Brendan McKeag

Announcing Global Networking for Secure Pod-to-Pod Communication Across Data Centers

December 2, 2024

Runpod is pleased to announce its launch of our Global Networking feature, which allows for cross-data center communication between pods. When a pod with the feature is deployed, your pods can communicate with each other over a virtual internal network facilitated by Runpod. This means that you can have pods talk to each other without opening TCP or HTTP ports to the Internet, as well as share data and run client-server apps over multiple pods in real time.

This feature is currently live for the following data centers, with a 100mbps link limit to start, with new expansions planned in the near future. 'CA-MTL-3', 'US-GA-1', 'US-GA-2', 'US-KS-2'

How to start

You can enable Global Networking in your pod by checking the Global Networking checkbox under the Instance Pricing option while deploying your pod.

When the pod is created, it will assign a virtual Global Network Hostname that can be communicated with via any other Secure Cloud pods that were also created with Global Networking, regardless of which data center they reside in.

As a quick test and demonstration, communication between pods can be tested with ping (run apt-get update, apt-get install iputils-ping if it's not already set up in your pod.)

Code Demonstration

Here's a quick proof of concept of how to accomplish this in Python. Run this script in both pods that you want to test the feature in:

Change the bottom line to rank 0 for your 'master' node, and then rank 1 for your 'worker' node. Set the master_ip and master_addr to be the Global Networking hostname for both pods.

You should see the following to show that it was successful.

This is just merely an example, of course, and you could build any number of applications that utilize resources on more than one pod. If you want to share files between pods, you could utilize something like NFS to do this at the operating system level on one pod:

On the other:

Remember, all pods enabled with Global Networking have internal TCP/IP connectivity that is not exposed to the outside world, and communicate on the *.runpod.internal network. Although you are certainly free to open up ports as needed for your use case, no open ports are required for pods to talk to each other with Global Networking. Another option would be to set up a file server internally to share files, and with no exposed TCP or HTTP ports you can feel confident that this server has no link to the wider Internet.

Conclusion

This feature has been a long time coming, and we are thrilled to finally launch it, especially since we realize that previously being locked to a specific data center for a network volume can feel extremely limiting.

If you have any questions on how to best utilize this feature, please reach out to our support team or Discord for further guidance!

Build what’s next.

The most cost-effective platform for building, training, and scaling machine learning models—ready when you are.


ASSIGNED TASK
With pictures excluded, copy word for word the lines in the data below from the line containing "Image is 980x478 pixels." through the line containing "Image is 666x310 pixels.".

TASK INPUT

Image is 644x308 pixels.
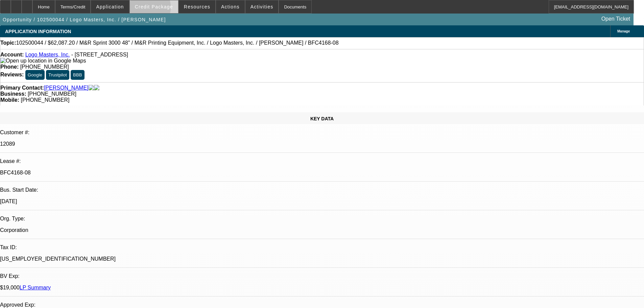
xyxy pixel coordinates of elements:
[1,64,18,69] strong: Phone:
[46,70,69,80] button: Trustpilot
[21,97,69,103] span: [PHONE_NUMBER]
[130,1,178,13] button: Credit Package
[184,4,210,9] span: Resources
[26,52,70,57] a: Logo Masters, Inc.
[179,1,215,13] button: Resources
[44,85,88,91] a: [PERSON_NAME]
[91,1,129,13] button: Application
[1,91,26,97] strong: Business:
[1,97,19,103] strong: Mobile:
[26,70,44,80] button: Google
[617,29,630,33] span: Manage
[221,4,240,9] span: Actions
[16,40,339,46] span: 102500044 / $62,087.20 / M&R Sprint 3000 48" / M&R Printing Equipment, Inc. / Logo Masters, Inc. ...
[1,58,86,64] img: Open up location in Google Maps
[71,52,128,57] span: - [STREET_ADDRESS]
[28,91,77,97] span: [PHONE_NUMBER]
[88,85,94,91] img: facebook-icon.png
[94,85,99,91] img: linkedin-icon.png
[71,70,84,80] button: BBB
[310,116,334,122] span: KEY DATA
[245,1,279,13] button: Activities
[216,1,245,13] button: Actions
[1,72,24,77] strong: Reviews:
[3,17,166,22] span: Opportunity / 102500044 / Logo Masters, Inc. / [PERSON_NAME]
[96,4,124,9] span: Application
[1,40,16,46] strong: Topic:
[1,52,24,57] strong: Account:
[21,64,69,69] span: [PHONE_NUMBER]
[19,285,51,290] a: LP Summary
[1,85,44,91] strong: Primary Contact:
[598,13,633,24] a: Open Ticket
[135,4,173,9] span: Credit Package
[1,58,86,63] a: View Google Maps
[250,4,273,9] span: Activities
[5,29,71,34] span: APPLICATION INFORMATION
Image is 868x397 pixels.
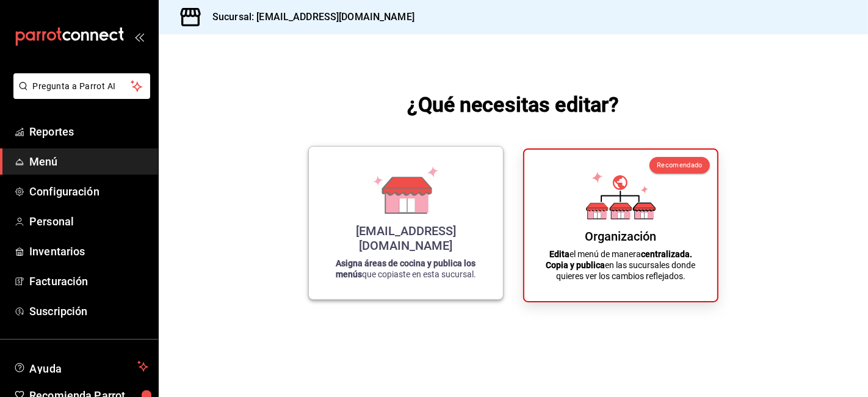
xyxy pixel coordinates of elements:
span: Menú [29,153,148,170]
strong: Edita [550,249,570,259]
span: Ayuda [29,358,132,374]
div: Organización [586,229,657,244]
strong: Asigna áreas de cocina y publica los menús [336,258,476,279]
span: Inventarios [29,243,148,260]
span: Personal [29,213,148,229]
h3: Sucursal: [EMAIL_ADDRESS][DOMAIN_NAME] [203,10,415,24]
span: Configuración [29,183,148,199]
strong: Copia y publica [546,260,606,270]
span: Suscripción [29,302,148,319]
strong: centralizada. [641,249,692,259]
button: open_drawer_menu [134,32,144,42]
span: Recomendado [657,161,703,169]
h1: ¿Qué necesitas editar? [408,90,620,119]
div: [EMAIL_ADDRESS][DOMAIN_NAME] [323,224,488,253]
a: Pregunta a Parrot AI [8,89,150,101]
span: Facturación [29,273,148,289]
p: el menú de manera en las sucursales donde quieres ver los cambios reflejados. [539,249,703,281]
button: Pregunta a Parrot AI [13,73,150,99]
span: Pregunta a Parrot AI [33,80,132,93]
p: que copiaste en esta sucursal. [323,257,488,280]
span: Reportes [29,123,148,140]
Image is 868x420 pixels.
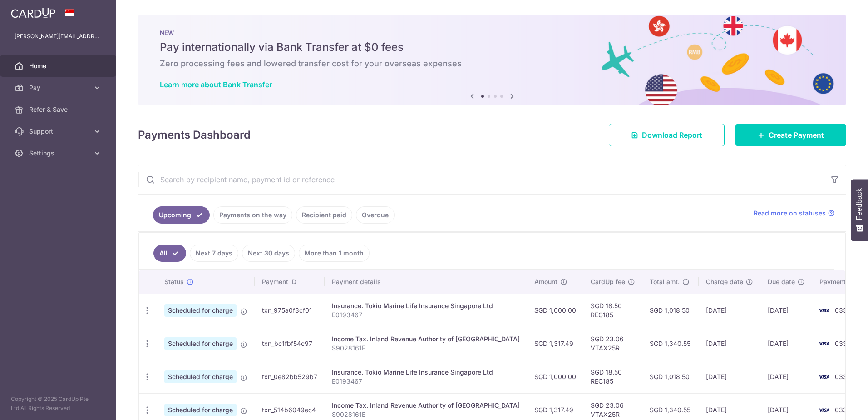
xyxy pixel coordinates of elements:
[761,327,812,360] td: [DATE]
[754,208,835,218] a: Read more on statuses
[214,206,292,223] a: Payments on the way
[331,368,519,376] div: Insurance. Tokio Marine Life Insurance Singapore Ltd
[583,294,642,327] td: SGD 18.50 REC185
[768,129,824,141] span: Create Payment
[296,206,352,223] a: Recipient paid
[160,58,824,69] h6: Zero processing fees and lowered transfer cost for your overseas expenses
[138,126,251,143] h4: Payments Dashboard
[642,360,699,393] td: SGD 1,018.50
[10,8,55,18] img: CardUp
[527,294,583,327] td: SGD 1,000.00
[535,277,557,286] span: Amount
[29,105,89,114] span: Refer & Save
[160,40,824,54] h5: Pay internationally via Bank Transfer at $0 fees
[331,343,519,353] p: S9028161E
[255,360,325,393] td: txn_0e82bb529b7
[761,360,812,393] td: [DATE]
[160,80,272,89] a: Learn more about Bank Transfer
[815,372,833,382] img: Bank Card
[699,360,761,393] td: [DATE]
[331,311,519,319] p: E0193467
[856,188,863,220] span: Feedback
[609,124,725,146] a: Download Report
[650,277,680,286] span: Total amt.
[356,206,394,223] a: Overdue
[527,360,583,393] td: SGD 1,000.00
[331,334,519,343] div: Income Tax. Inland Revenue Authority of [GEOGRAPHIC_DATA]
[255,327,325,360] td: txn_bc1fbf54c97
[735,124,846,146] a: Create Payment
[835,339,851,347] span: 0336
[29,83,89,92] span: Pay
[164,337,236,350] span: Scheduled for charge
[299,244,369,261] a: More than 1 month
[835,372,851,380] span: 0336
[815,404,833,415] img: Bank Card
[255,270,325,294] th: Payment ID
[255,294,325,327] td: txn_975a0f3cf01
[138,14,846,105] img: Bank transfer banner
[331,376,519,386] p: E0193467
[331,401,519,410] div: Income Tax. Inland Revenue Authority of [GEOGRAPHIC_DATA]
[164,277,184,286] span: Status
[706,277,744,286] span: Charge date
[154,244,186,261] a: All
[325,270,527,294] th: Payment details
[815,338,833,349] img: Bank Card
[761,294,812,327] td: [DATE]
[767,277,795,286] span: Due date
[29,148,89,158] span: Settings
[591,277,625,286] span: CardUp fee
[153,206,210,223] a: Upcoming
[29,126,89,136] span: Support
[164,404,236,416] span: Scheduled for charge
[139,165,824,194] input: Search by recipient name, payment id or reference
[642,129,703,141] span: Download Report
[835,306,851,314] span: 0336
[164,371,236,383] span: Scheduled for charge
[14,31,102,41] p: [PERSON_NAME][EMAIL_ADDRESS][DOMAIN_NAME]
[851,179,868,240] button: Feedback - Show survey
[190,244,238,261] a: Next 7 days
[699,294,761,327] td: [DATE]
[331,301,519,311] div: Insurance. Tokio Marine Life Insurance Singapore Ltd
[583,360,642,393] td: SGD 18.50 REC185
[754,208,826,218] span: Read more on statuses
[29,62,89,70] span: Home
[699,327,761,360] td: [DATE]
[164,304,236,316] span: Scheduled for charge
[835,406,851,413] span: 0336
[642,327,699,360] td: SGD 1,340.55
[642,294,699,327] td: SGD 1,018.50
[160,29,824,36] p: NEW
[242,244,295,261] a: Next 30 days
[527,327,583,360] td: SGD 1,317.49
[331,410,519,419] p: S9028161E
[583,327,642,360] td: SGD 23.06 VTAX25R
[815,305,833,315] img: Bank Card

---

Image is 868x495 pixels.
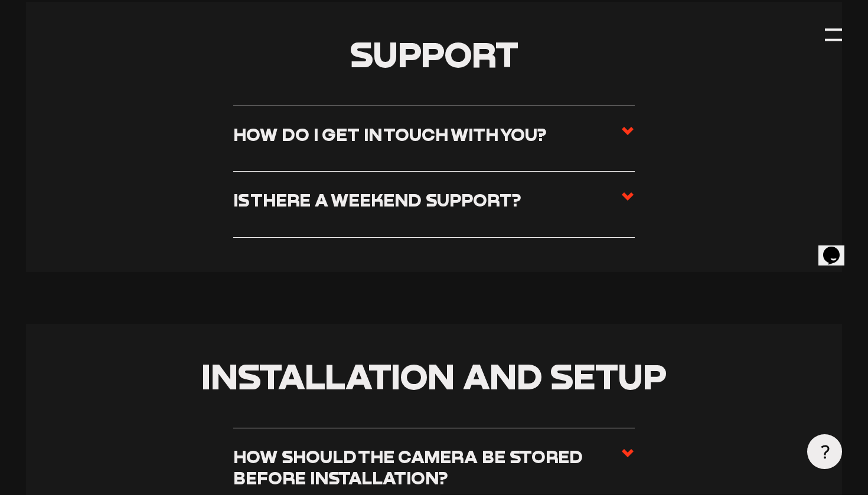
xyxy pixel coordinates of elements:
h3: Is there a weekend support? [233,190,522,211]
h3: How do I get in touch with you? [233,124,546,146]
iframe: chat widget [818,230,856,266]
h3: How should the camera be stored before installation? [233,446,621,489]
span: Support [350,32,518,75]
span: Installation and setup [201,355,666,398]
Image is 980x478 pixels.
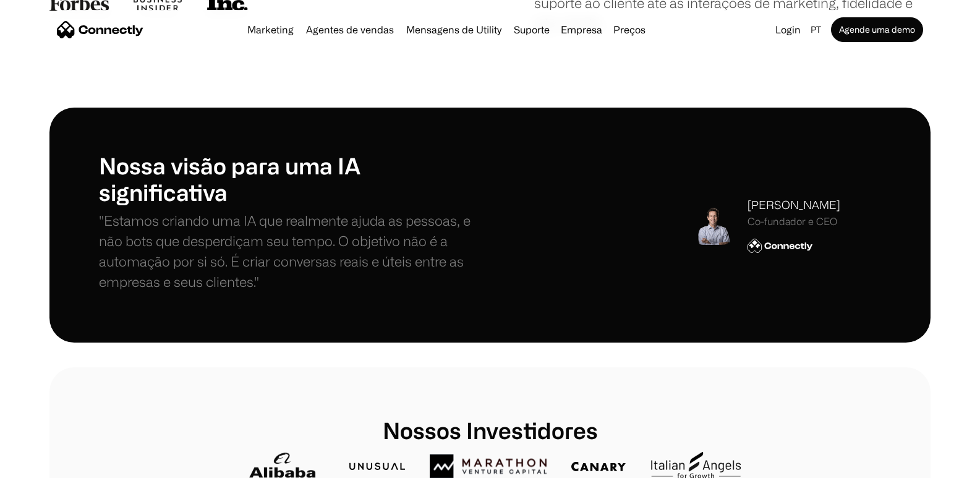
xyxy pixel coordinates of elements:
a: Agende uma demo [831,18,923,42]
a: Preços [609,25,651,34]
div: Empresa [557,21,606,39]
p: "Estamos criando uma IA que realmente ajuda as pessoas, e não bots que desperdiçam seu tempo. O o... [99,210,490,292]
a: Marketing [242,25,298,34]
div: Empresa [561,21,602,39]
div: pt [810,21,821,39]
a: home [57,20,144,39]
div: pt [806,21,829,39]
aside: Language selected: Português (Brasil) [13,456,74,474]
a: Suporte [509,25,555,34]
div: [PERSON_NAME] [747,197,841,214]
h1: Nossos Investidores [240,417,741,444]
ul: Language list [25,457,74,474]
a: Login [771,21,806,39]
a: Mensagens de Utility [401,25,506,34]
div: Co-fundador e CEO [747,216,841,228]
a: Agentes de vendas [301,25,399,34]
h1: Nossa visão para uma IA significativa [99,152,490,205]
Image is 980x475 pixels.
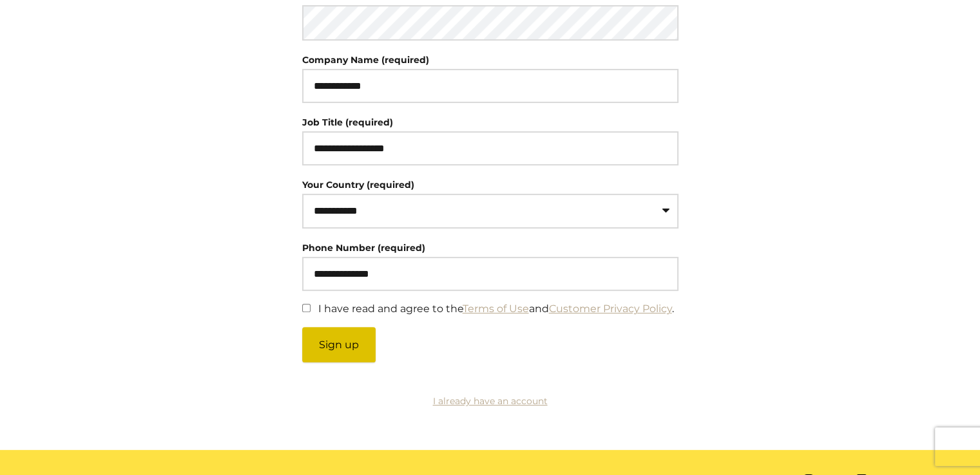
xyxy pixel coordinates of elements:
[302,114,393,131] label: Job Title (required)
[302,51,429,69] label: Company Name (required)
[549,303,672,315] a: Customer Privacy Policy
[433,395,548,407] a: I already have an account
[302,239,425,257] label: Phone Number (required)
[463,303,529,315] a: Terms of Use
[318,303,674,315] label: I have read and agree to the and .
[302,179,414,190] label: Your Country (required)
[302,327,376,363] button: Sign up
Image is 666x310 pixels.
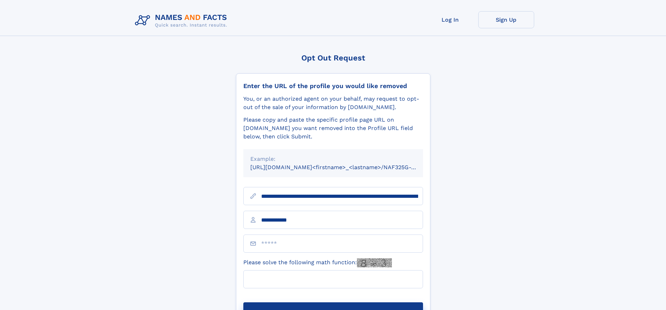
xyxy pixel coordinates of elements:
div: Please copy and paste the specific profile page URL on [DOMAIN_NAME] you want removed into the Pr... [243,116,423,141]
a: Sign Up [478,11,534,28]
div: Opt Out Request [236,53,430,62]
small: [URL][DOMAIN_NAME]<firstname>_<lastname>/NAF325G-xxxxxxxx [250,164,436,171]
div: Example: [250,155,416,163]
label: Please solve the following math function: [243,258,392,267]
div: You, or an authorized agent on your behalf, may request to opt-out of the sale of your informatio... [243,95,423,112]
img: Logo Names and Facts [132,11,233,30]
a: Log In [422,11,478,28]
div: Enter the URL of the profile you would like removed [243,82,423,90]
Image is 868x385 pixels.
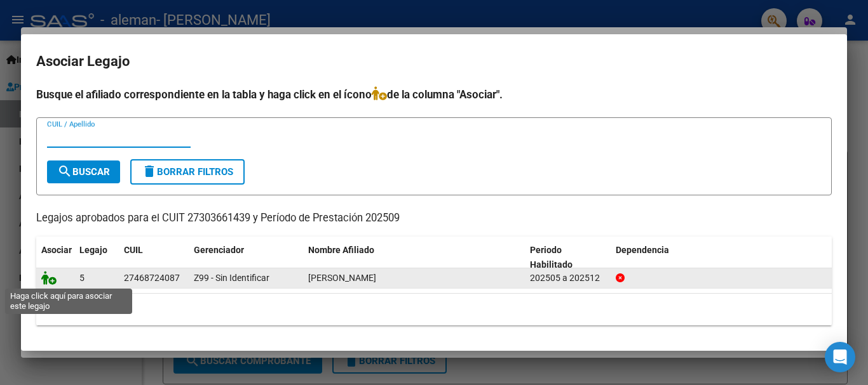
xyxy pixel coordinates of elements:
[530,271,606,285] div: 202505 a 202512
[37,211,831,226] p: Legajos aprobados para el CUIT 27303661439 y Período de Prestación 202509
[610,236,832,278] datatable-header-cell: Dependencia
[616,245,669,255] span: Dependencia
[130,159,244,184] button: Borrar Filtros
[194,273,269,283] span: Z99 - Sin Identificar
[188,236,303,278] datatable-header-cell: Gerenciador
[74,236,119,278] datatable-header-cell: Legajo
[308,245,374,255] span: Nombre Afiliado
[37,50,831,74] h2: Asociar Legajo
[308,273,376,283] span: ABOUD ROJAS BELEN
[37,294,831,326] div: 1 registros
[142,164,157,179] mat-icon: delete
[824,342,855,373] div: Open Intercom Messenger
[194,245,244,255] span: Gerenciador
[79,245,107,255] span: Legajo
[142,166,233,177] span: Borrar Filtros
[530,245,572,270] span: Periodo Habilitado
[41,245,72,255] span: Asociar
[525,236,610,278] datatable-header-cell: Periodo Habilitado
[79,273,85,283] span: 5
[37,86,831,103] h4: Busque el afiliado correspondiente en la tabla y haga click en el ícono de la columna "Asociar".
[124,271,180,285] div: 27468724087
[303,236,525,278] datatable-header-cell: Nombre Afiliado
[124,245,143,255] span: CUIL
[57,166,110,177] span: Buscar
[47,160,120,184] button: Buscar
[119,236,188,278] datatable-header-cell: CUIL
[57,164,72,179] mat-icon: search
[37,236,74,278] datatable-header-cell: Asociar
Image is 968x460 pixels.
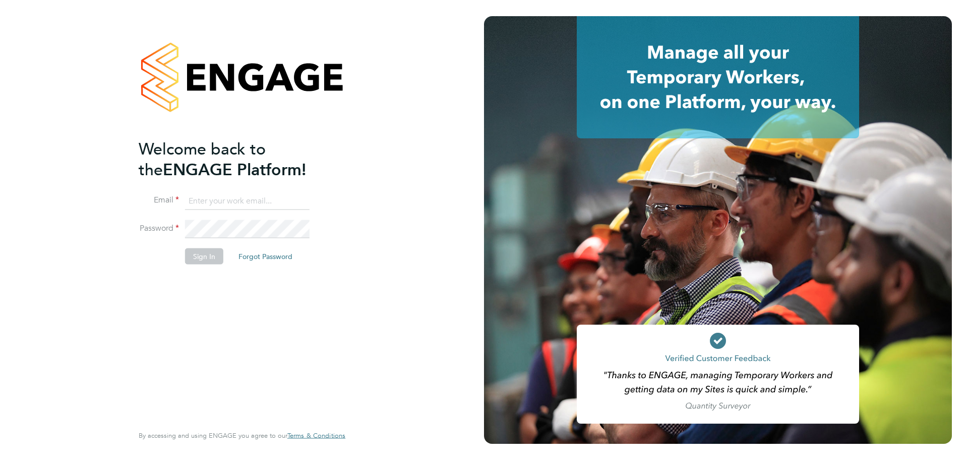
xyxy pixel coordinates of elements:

YOUR RESPONSE
Image is 980x478 pixels.
xyxy pixel coordinates of elements:
a: Agende uma demo [831,18,923,42]
a: Preços [609,25,651,34]
div: Empresa [557,21,606,39]
p: "Estamos criando uma IA que realmente ajuda as pessoas, e não bots que desperdiçam seu tempo. O o... [99,210,490,292]
a: Marketing [242,25,298,34]
div: Empresa [561,21,602,39]
div: pt [810,21,821,39]
a: home [57,20,144,39]
div: pt [806,21,829,39]
aside: Language selected: Português (Brasil) [13,456,74,474]
a: Suporte [509,25,555,34]
div: [PERSON_NAME] [747,197,841,214]
h1: Nossos Investidores [240,417,741,444]
ul: Language list [25,457,74,474]
a: Login [771,21,806,39]
a: Mensagens de Utility [401,25,506,34]
div: Co-fundador e CEO [747,216,841,228]
a: Agentes de vendas [301,25,399,34]
h1: Nossa visão para uma IA significativa [99,152,490,205]
Image is 980x475 pixels.
xyxy pixel coordinates of elements:
[302,114,393,131] label: Job Title (required)
[302,51,429,69] label: Company Name (required)
[549,303,672,315] a: Customer Privacy Policy
[433,395,548,407] a: I already have an account
[302,239,425,257] label: Phone Number (required)
[463,303,529,315] a: Terms of Use
[318,303,674,315] label: I have read and agree to the and .
[302,179,414,190] label: Your Country (required)
[302,327,376,363] button: Sign up
Image is 666x310 pixels.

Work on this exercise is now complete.